Dive Brief:
- Rhode Island has been forced to close collection sites around the state, unable to afford processing its e-scraps since manufacturers met annual collection targets early this year and cut off funding. In tandem with the loss of a once-steady revenue stream, the state has taken another hit; downstream outlets for leaded glass are disappearing, while all along the supply of electronic waste is accumulating fast.
- Rhode Island Resource Recovery Corporation (RIRRC), which runs the e-scrap program with Rhode Island Department of Environmental Management, paid $265,000 to hold onto five state-sponsored collection sites throughout the year. The local program has incurred a big blow, as has e-scrap recycling statewide: the closure of Videocon, a glass recycling outlet for CRTs.
- The influx of electronic waste began to pick up toward the end of 2015, at the time of the significant decline in collection points. Material has slowly begun "to move downstream" for processing this year, with the help of renewed funding Jan. 1, 2016, as reported in Resource Recycling.
Dive Insight:
Rhode Island plans to ride out tight times as revenue comes and goes — and the stream of e-waste just comes.
"We pick up the bill. It's tens of thousands of dollars," said Sarah Kite, Director of Recycling Services at the Rhode Island Resource Recovery Corporation. "But it's also the right thing to do. It's our mission to provide these services to the state."
In a similar situation to Rhode Island, New Jersey e-recyclers sustained an unexpected blow in the form of a vetoed bill that would have compensated the state’s local e-scrap programs once manufacturers’ met their recycling goals; that rule forced the closure of a number of e-scrap programs there too.
While RIRRC can charge manufacturers for materials and set collection goals for them, the incoming fees have not covered costs, which Kite said has happened because of unreliable collection target data. Because of the miscalculations, manufacturers met their 2015 goals by late September, and the e-cycling program had to absorb costs to handle the continual influx of CRTs, which comprise the largest amount of accumulating waste by weight.
Phyllis Hutnak, who owns and runs Indie Cycle, said, "the amount of weight being collected well exceeded the goals" and, as a result, "manufacturers shut it down and stopped taking it."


EXERCISE DETAILS:
Transcribe the entries below exactly, starting with the line that has "Identify the location" and stopping after the line that has "The image size is (840, 433)."; no pictures belong in the copy.

MATERIALS PROVIDED:
# # # # # # #

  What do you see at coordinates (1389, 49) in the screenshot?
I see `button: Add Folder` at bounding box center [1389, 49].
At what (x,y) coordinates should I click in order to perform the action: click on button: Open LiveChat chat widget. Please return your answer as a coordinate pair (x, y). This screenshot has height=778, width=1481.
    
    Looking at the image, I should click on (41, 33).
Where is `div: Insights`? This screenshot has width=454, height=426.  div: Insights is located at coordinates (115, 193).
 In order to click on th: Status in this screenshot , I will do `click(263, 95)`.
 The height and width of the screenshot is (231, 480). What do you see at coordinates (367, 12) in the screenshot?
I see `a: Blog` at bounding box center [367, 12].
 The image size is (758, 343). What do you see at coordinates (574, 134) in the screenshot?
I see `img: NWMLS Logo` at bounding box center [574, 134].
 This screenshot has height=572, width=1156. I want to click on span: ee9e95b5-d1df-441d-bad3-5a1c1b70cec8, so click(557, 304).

# # # # # # #

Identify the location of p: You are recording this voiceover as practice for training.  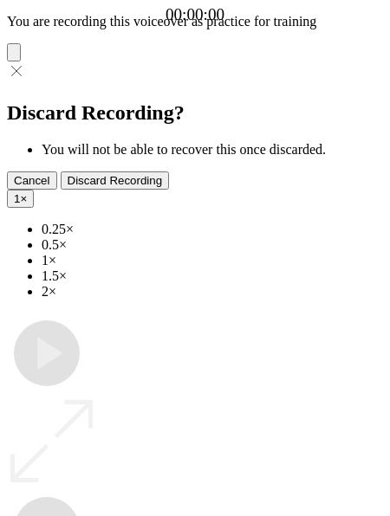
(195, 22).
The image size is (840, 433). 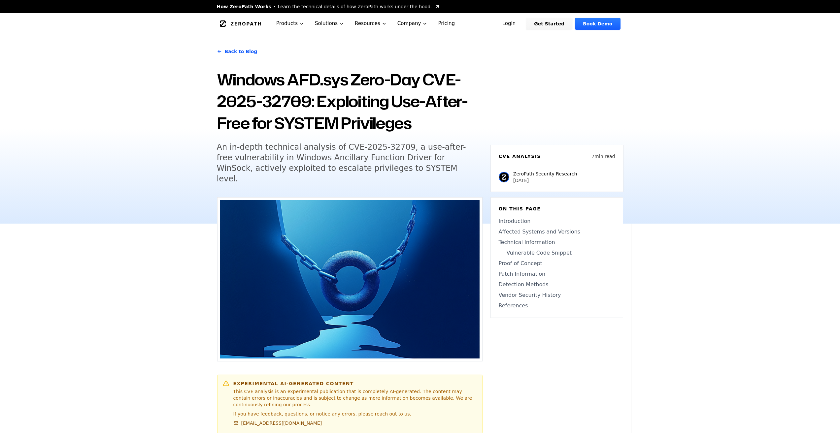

# # # # # # #

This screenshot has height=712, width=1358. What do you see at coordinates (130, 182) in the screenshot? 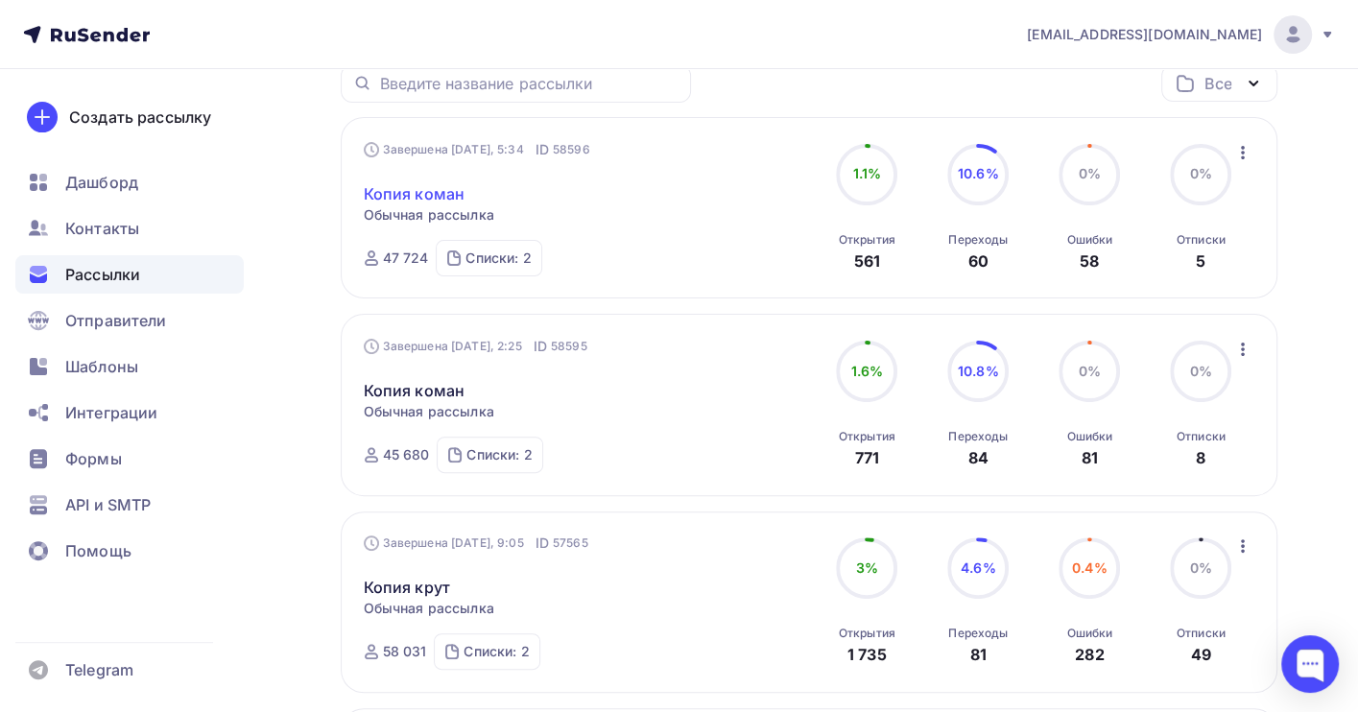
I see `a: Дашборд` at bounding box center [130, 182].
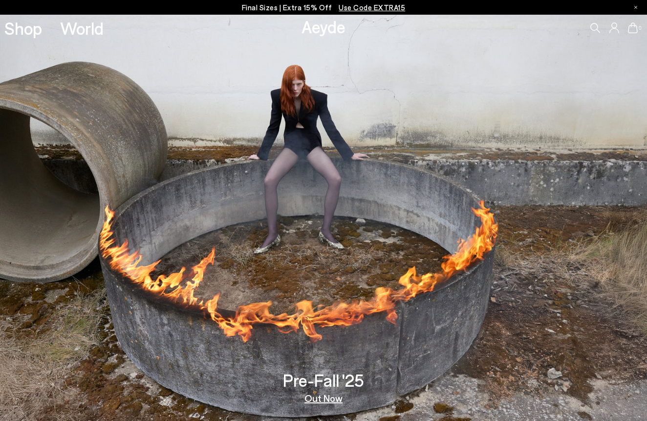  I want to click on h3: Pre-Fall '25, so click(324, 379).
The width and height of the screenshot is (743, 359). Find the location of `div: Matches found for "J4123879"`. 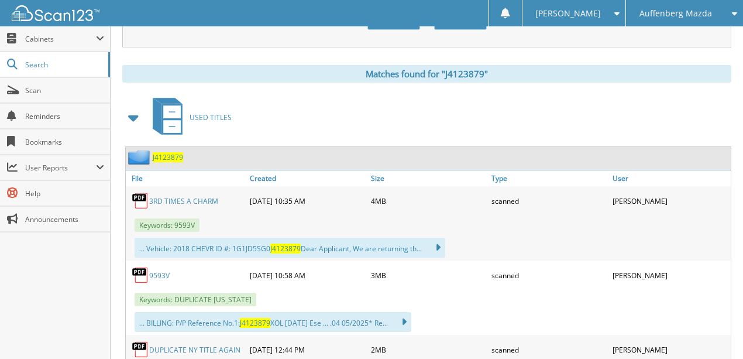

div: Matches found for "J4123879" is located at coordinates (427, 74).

# # # # # # #

SOLUTION FOR THIS TASK:
Identify the location of p: You are recording this voiceover as practice for training.  
(195, 22).
The image size is (840, 433). 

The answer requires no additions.